= Beginning of Section =

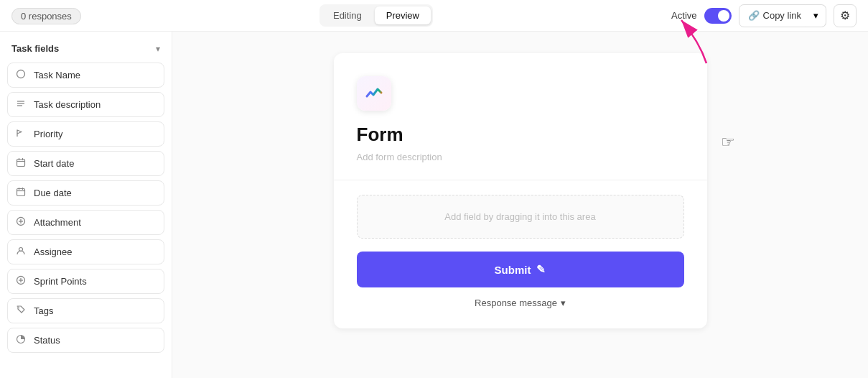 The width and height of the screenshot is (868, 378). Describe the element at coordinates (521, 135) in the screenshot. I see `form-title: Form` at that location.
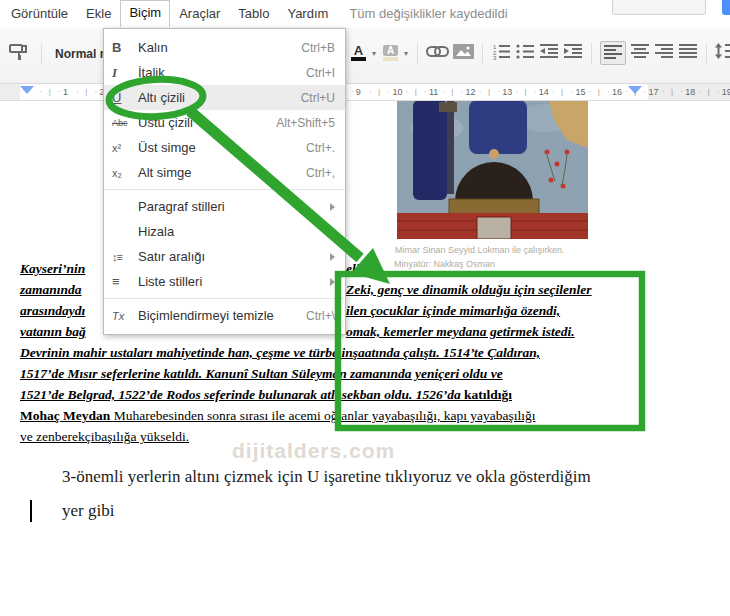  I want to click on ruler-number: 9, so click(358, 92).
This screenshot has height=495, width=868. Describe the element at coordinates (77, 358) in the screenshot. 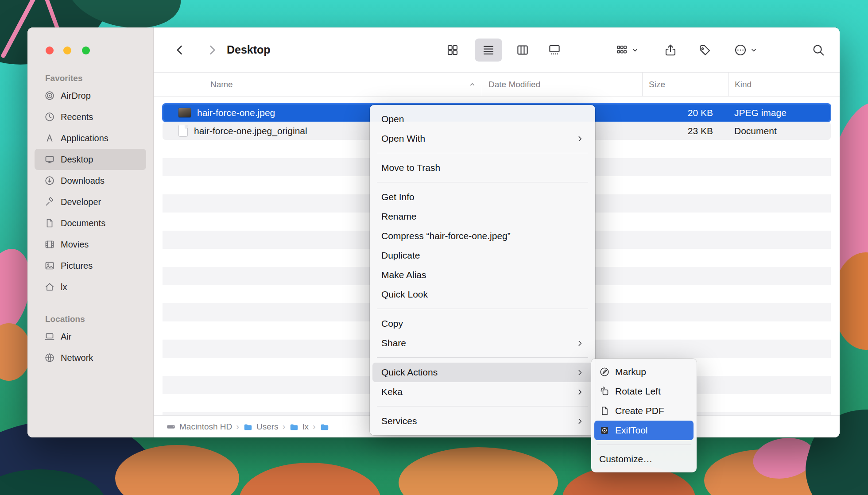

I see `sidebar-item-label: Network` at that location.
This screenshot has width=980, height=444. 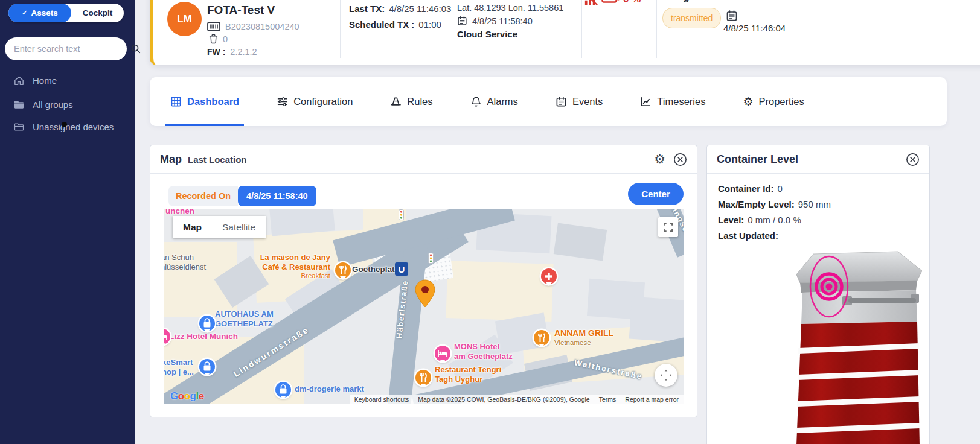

= End of Section =

ACTIVITY: All lines from the one containing "This screenshot has height=495, width=868." to the end of the entries should appear in the output exactly as written, with no pictures.

EXERCISE OUTPUT:
This screenshot has height=495, width=868. Describe the element at coordinates (77, 358) in the screenshot. 

I see `sidebar-item-label: Network` at that location.
This screenshot has width=980, height=444. 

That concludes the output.